A new study from Kyoto and Oxford universities and Indianapolis Zoo has shown chimpanzees spontaneously taking turns to complete a number sequencing task.
Previous studies have shown chimps working together in strictly alternating turn-taking scenarios. However, these results are the first to demonstrate that chimpanzees can cope with more complex permutations of turn-taking, with no external cues to help time their behaviour.
The research, published in the journal Scientific Reports, gives important insights into the evolution of turn-taking, which underlies a range of social interactions, including communication and language.
Dr Dora Biro, co-author of the study from Oxford's Department of Zoology, said: 'Coordinating behaviour is an essential component of many social situations and can enable groups of individuals jointly to solve problems. In communication, coordination often takes the form of turn-taking, where one individual takes cues from the other to decide on the timing of their own input. This can allow for the efficient exchange of information.
'Many animals, from insects through birds to primates, take turns during certain types of communication – as do we humans during conversational exchanges. But taking repeated, coordinated turns to achieve a common goal is much less well studied outside the communication domain, despite the possibility that all such behaviours draw on the same underlying cognitive skills for turn-taking.
'Our research examined the abilities of our closest evolutionary relatives, chimpanzees, to coordinate their behaviour while completing a computerised puzzle in stages. We showed that extended bouts of turn-taking emerged spontaneously in the subjects, enabling them to solve the complex coordination problem effectively.'
The chimpanzees were already experts at touching a series of numbers in the right order but had never been given a shared version of the task. In this exercise, the numbers 1 to 8 were split between two screens, with pairs of chimpanzees required to take turns to ensure the numbers were picked in the right order. For example, one touchscreen may have shown 1, 5, 7 and 8; the other 2, 3, 4 and 6. The chimpanzees were rewarded with small pieces of apple on successfully completing the task.
Of the six chimpanzees in the study – three mother-and-offspring pairs – all achieved high levels of accuracy from the outset. The young chimpanzees made fewer errors and were quicker to respond than their mothers – however, during control tests involving each chimpanzee working individually with a computer program, the mothers were faster, suggesting that young chimpanzees are better at paying attention to their mothers than vice versa.
Dr Biro added: 'The finding that young chimpanzees more readily took cues from their mothers when looking to take their turns reveals interesting parallels with other aspects of information transmission in chimpanzee societies. For example, during the learning of tool use by wild chimpanzees, we also see young individuals paying attention to older ones much more than the reverse. This kind of asymmetry has important implications for the direction of information flow – for example, how quickly new innovations in behaviour will spread through a group.
'Besides turn-taking, our task may also provide insights into abilities for cognitive perspective-taking – in other words, the capacity to improve coordination by mentally putting yourself in someone else's place. Brain studies have shown that this is a skill that musicians use while performing duets that require them to take turns. Whether our chimpanzee subjects made use of such perspective-taking capacities during solving the numerical turn-taking task is an interesting open question for future research.'
To conduct the study, the team developed a new 'shared' touchscreen apparatus that could be used simultaneously by two chimpanzees. Lead author Christopher Flynn Martin of Indianapolis Zoo said: 'We think our apparatus has much potential to advance primate social cognitive research by enabling, for the first time, computerised touchscreen tasks that multiple apes must work on together to solve.' The researchers anticipate using the system for further studies on coordination, collaboration and competition within pairs of chimpanzees and other primates.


■ **ABOUT THIS TASK**
Please reproduce the listing in its entirety, exactly as written, but without images.

■ **DATA FOR PROCESSING**
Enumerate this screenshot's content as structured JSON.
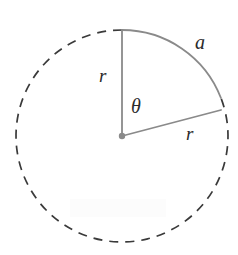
{
  "figure": {
    "type": "geometry-diagram",
    "background_color": "#ffffff",
    "stroke_color": "#8a8a8a",
    "dash_color": "#3a3a3a",
    "label_color": "#2b2b2b",
    "canvas": {
      "width": 238,
      "height": 255
    }
  },
  "circle": {
    "center_x": 122,
    "center_y": 136,
    "radius": 106,
    "solid_arc_start_deg": 21,
    "solid_arc_end_deg": 90,
    "dashed_arc_start_deg": 90,
    "dashed_arc_end_deg": 381,
    "dash_length": 9,
    "dash_gap": 7
  },
  "center_point": {
    "label": "center-dot",
    "x": 122,
    "y": 136,
    "radius": 3.2,
    "color": "#8a8a8a"
  },
  "radii": [
    {
      "name": "vertical-radius",
      "from_x": 122,
      "from_y": 136,
      "to_x": 122,
      "to_y": 30,
      "angle_deg": 90,
      "label": "r"
    },
    {
      "name": "radial-radius",
      "from_x": 122,
      "from_y": 136,
      "to_x": 221,
      "to_y": 110,
      "angle_deg": 21,
      "label": "r"
    }
  ],
  "labels": {
    "radius_vertical": "r",
    "radius_radial": "r",
    "angle": "θ",
    "arc_length": "a"
  },
  "caption": {
    "arc_label_meaning": "a",
    "angle_label_meaning": "θ",
    "radius_label_meaning": "r"
  }
}
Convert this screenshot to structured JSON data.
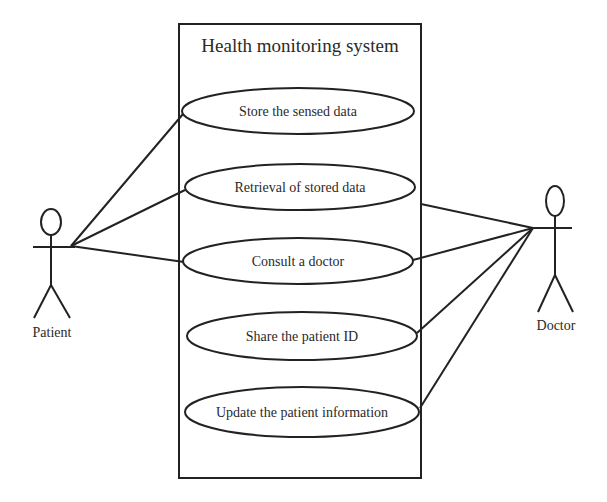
{
  "diagram": {
    "type": "uml-use-case",
    "system": {
      "title": "Health monitoring system"
    },
    "actors": [
      {
        "id": "patient",
        "label": "Patient"
      },
      {
        "id": "doctor",
        "label": "Doctor"
      }
    ],
    "use_cases": [
      {
        "id": "store",
        "label": "Store the sensed data"
      },
      {
        "id": "retrieve",
        "label": "Retrieval of stored data"
      },
      {
        "id": "consult",
        "label": "Consult a doctor"
      },
      {
        "id": "share",
        "label": "Share the patient ID"
      },
      {
        "id": "update",
        "label": "Update the patient information"
      }
    ],
    "associations": [
      {
        "actor": "patient",
        "use_case": "store"
      },
      {
        "actor": "patient",
        "use_case": "retrieve"
      },
      {
        "actor": "patient",
        "use_case": "consult"
      },
      {
        "actor": "doctor",
        "use_case": "retrieve"
      },
      {
        "actor": "doctor",
        "use_case": "consult"
      },
      {
        "actor": "doctor",
        "use_case": "share"
      },
      {
        "actor": "doctor",
        "use_case": "update"
      }
    ],
    "colors": {
      "line": "#222222",
      "text": "#2a2a2a",
      "background": "#ffffff"
    }
  }
}
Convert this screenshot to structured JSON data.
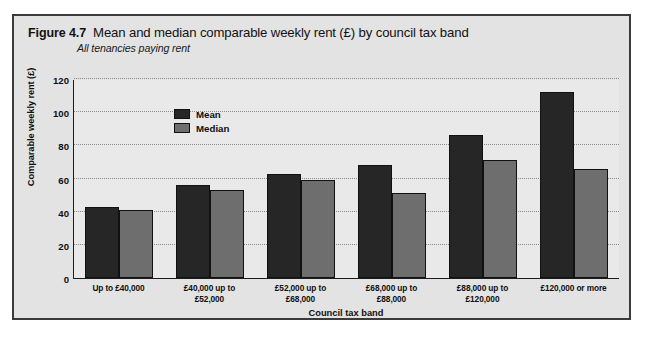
{
  "figure": {
    "number": "Figure 4.7",
    "title": "Mean and median comparable weekly rent (£) by council tax band",
    "subtitle": "All tenancies paying rent"
  },
  "colors": {
    "mean": "#262626",
    "median": "#6e6e6e",
    "panel": "#e3e3e3",
    "plot": "#e9e9e9",
    "border": "#3b3b3b"
  },
  "chart_data": {
    "type": "bar",
    "title": "Mean and median comparable weekly rent (£) by council tax band",
    "subtitle": "All tenancies paying rent",
    "xlabel": "Council tax band",
    "ylabel": "Comparable weekly rent (£)",
    "ylim": [
      0,
      120
    ],
    "yticks": [
      0,
      20,
      40,
      60,
      80,
      100,
      120
    ],
    "ytick_labels": [
      "0",
      "20",
      "40",
      "60",
      "80",
      "100",
      "120"
    ],
    "grid": true,
    "legend_position": "upper-left-inside",
    "categories": [
      "Up to £40,000",
      "£40,000  up to\n£52,000",
      "£52,000  up to\n£68,000",
      "£68,000  up to\n£88,000",
      "£88,000  up to\n£120,000",
      "£120,000 or more"
    ],
    "series": [
      {
        "name": "Mean",
        "values": [
          43,
          56,
          63,
          68,
          86,
          112
        ]
      },
      {
        "name": "Median",
        "values": [
          41,
          53,
          59,
          51,
          71,
          66
        ]
      }
    ]
  }
}
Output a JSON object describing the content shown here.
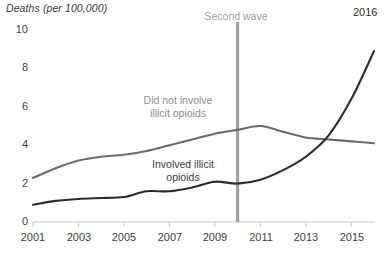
{
  "chart_data": {
    "type": "line",
    "title": "Deaths (per 100,000)",
    "ylabel": "Deaths (per 100,000)",
    "xlabel": "",
    "xlim": [
      2001,
      2016
    ],
    "ylim": [
      0,
      10
    ],
    "grid": false,
    "legend_position": "inline-labels",
    "x": [
      2001,
      2002,
      2003,
      2004,
      2005,
      2006,
      2007,
      2008,
      2009,
      2010,
      2011,
      2012,
      2013,
      2014,
      2015,
      2016
    ],
    "xticks": [
      "2001",
      "2003",
      "2005",
      "2007",
      "2009",
      "2011",
      "2013",
      "2015"
    ],
    "xtick_values": [
      2001,
      2003,
      2005,
      2007,
      2009,
      2011,
      2013,
      2015
    ],
    "yticks": [
      "0",
      "2",
      "4",
      "6",
      "8",
      "10"
    ],
    "ytick_values": [
      0,
      2,
      4,
      6,
      8,
      10
    ],
    "series": [
      {
        "name": "Did not involve illicit opioids",
        "color": "#6b6b6b",
        "values": [
          2.3,
          2.8,
          3.2,
          3.4,
          3.5,
          3.7,
          4.0,
          4.3,
          4.6,
          4.8,
          5.0,
          4.7,
          4.4,
          4.3,
          4.2,
          4.1
        ]
      },
      {
        "name": "Involved illicit opioids",
        "color": "#2b2b2b",
        "values": [
          0.9,
          1.1,
          1.2,
          1.25,
          1.3,
          1.6,
          1.6,
          1.8,
          2.1,
          2.0,
          2.2,
          2.7,
          3.4,
          4.5,
          6.4,
          8.9
        ]
      }
    ],
    "annotations": [
      {
        "name": "second-wave",
        "label": "Second wave",
        "x": 2010,
        "color": "#a0a0a0",
        "type": "vertical-line"
      },
      {
        "name": "endpoint-year",
        "label": "2016",
        "x": 2016,
        "y": 8.9,
        "color": "#2f2f2f",
        "type": "point-label"
      }
    ],
    "series_labels": [
      {
        "name": "did-not-involve-label",
        "lines": [
          "Did not involve",
          "illicit opioids"
        ],
        "color": "#8d8d8d"
      },
      {
        "name": "involved-label",
        "lines": [
          "Involved illicit",
          "opioids"
        ],
        "color": "#3a3a3a"
      }
    ]
  },
  "axis": {
    "y_label_10": "10",
    "y_label_8": "8",
    "y_label_6": "6",
    "y_label_4": "4",
    "y_label_2": "2",
    "y_label_0": "0",
    "x_label_2001": "2001",
    "x_label_2003": "2003",
    "x_label_2005": "2005",
    "x_label_2007": "2007",
    "x_label_2009": "2009",
    "x_label_2011": "2011",
    "x_label_2013": "2013",
    "x_label_2015": "2015",
    "title": "Deaths (per 100,000)"
  },
  "labels": {
    "gray_line_1": "Did not involve",
    "gray_line_2": "illicit opioids",
    "dark_line_1": "Involved illicit",
    "dark_line_2": "opioids",
    "second_wave": "Second wave",
    "endpoint_year": "2016"
  },
  "colors": {
    "gray_series": "#6b6b6b",
    "dark_series": "#2b2b2b",
    "annotation_line": "#a8a8a8",
    "axis": "#c8c8c8",
    "text": "#3f3f3f"
  }
}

■ **SOLUTION TO THE PROBLEM**
Enumerate this screenshot's content as structured JSON.
{
  "figure": {
    "type": "geometry-diagram",
    "background_color": "#ffffff",
    "stroke_color": "#8a8a8a",
    "dash_color": "#3a3a3a",
    "label_color": "#2b2b2b",
    "canvas": {
      "width": 238,
      "height": 255
    }
  },
  "circle": {
    "center_x": 122,
    "center_y": 136,
    "radius": 106,
    "solid_arc_start_deg": 21,
    "solid_arc_end_deg": 90,
    "dashed_arc_start_deg": 90,
    "dashed_arc_end_deg": 381,
    "dash_length": 9,
    "dash_gap": 7
  },
  "center_point": {
    "label": "center-dot",
    "x": 122,
    "y": 136,
    "radius": 3.2,
    "color": "#8a8a8a"
  },
  "radii": [
    {
      "name": "vertical-radius",
      "from_x": 122,
      "from_y": 136,
      "to_x": 122,
      "to_y": 30,
      "angle_deg": 90,
      "label": "r"
    },
    {
      "name": "radial-radius",
      "from_x": 122,
      "from_y": 136,
      "to_x": 221,
      "to_y": 110,
      "angle_deg": 21,
      "label": "r"
    }
  ],
  "labels": {
    "radius_vertical": "r",
    "radius_radial": "r",
    "angle": "θ",
    "arc_length": "a"
  },
  "caption": {
    "arc_label_meaning": "a",
    "angle_label_meaning": "θ",
    "radius_label_meaning": "r"
  }
}
Convert this screenshot to structured JSON data.
{
  "diagram": {
    "type": "uml-use-case",
    "system": {
      "title": "Health monitoring system"
    },
    "actors": [
      {
        "id": "patient",
        "label": "Patient"
      },
      {
        "id": "doctor",
        "label": "Doctor"
      }
    ],
    "use_cases": [
      {
        "id": "store",
        "label": "Store the sensed data"
      },
      {
        "id": "retrieve",
        "label": "Retrieval of stored data"
      },
      {
        "id": "consult",
        "label": "Consult a doctor"
      },
      {
        "id": "share",
        "label": "Share the patient ID"
      },
      {
        "id": "update",
        "label": "Update the patient information"
      }
    ],
    "associations": [
      {
        "actor": "patient",
        "use_case": "store"
      },
      {
        "actor": "patient",
        "use_case": "retrieve"
      },
      {
        "actor": "patient",
        "use_case": "consult"
      },
      {
        "actor": "doctor",
        "use_case": "retrieve"
      },
      {
        "actor": "doctor",
        "use_case": "consult"
      },
      {
        "actor": "doctor",
        "use_case": "share"
      },
      {
        "actor": "doctor",
        "use_case": "update"
      }
    ],
    "colors": {
      "line": "#222222",
      "text": "#2a2a2a",
      "background": "#ffffff"
    }
  }
}
Convert this screenshot to structured JSON data.
{
  "figure": {
    "number": "Figure 4.7",
    "title": "Mean and median comparable weekly rent (£) by council tax band",
    "subtitle": "All tenancies paying rent"
  },
  "colors": {
    "mean": "#262626",
    "median": "#6e6e6e",
    "panel": "#e3e3e3",
    "plot": "#e9e9e9",
    "border": "#3b3b3b"
  },
  "chart_data": {
    "type": "bar",
    "title": "Mean and median comparable weekly rent (£) by council tax band",
    "subtitle": "All tenancies paying rent",
    "xlabel": "Council tax band",
    "ylabel": "Comparable weekly rent (£)",
    "ylim": [
      0,
      120
    ],
    "yticks": [
      0,
      20,
      40,
      60,
      80,
      100,
      120
    ],
    "ytick_labels": [
      "0",
      "20",
      "40",
      "60",
      "80",
      "100",
      "120"
    ],
    "grid": true,
    "legend_position": "upper-left-inside",
    "categories": [
      "Up to £40,000",
      "£40,000  up to\n£52,000",
      "£52,000  up to\n£68,000",
      "£68,000  up to\n£88,000",
      "£88,000  up to\n£120,000",
      "£120,000 or more"
    ],
    "series": [
      {
        "name": "Mean",
        "values": [
          43,
          56,
          63,
          68,
          86,
          112
        ]
      },
      {
        "name": "Median",
        "values": [
          41,
          53,
          59,
          51,
          71,
          66
        ]
      }
    ]
  }
}
Output a JSON object describing the content shown here.
{
  "chart_data": {
    "type": "line",
    "title": "Deaths (per 100,000)",
    "ylabel": "Deaths (per 100,000)",
    "xlabel": "",
    "xlim": [
      2001,
      2016
    ],
    "ylim": [
      0,
      10
    ],
    "grid": false,
    "legend_position": "inline-labels",
    "x": [
      2001,
      2002,
      2003,
      2004,
      2005,
      2006,
      2007,
      2008,
      2009,
      2010,
      2011,
      2012,
      2013,
      2014,
      2015,
      2016
    ],
    "xticks": [
      "2001",
      "2003",
      "2005",
      "2007",
      "2009",
      "2011",
      "2013",
      "2015"
    ],
    "xtick_values": [
      2001,
      2003,
      2005,
      2007,
      2009,
      2011,
      2013,
      2015
    ],
    "yticks": [
      "0",
      "2",
      "4",
      "6",
      "8",
      "10"
    ],
    "ytick_values": [
      0,
      2,
      4,
      6,
      8,
      10
    ],
    "series": [
      {
        "name": "Did not involve illicit opioids",
        "color": "#6b6b6b",
        "values": [
          2.3,
          2.8,
          3.2,
          3.4,
          3.5,
          3.7,
          4.0,
          4.3,
          4.6,
          4.8,
          5.0,
          4.7,
          4.4,
          4.3,
          4.2,
          4.1
        ]
      },
      {
        "name": "Involved illicit opioids",
        "color": "#2b2b2b",
        "values": [
          0.9,
          1.1,
          1.2,
          1.25,
          1.3,
          1.6,
          1.6,
          1.8,
          2.1,
          2.0,
          2.2,
          2.7,
          3.4,
          4.5,
          6.4,
          8.9
        ]
      }
    ],
    "annotations": [
      {
        "name": "second-wave",
        "label": "Second wave",
        "x": 2010,
        "color": "#a0a0a0",
        "type": "vertical-line"
      },
      {
        "name": "endpoint-year",
        "label": "2016",
        "x": 2016,
        "y": 8.9,
        "color": "#2f2f2f",
        "type": "point-label"
      }
    ],
    "series_labels": [
      {
        "name": "did-not-involve-label",
        "lines": [
          "Did not involve",
          "illicit opioids"
        ],
        "color": "#8d8d8d"
      },
      {
        "name": "involved-label",
        "lines": [
          "Involved illicit",
          "opioids"
        ],
        "color": "#3a3a3a"
      }
    ]
  },
  "axis": {
    "y_label_10": "10",
    "y_label_8": "8",
    "y_label_6": "6",
    "y_label_4": "4",
    "y_label_2": "2",
    "y_label_0": "0",
    "x_label_2001": "2001",
    "x_label_2003": "2003",
    "x_label_2005": "2005",
    "x_label_2007": "2007",
    "x_label_2009": "2009",
    "x_label_2011": "2011",
    "x_label_2013": "2013",
    "x_label_2015": "2015",
    "title": "Deaths (per 100,000)"
  },
  "labels": {
    "gray_line_1": "Did not involve",
    "gray_line_2": "illicit opioids",
    "dark_line_1": "Involved illicit",
    "dark_line_2": "opioids",
    "second_wave": "Second wave",
    "endpoint_year": "2016"
  },
  "colors": {
    "gray_series": "#6b6b6b",
    "dark_series": "#2b2b2b",
    "annotation_line": "#a8a8a8",
    "axis": "#c8c8c8",
    "text": "#3f3f3f"
  }
}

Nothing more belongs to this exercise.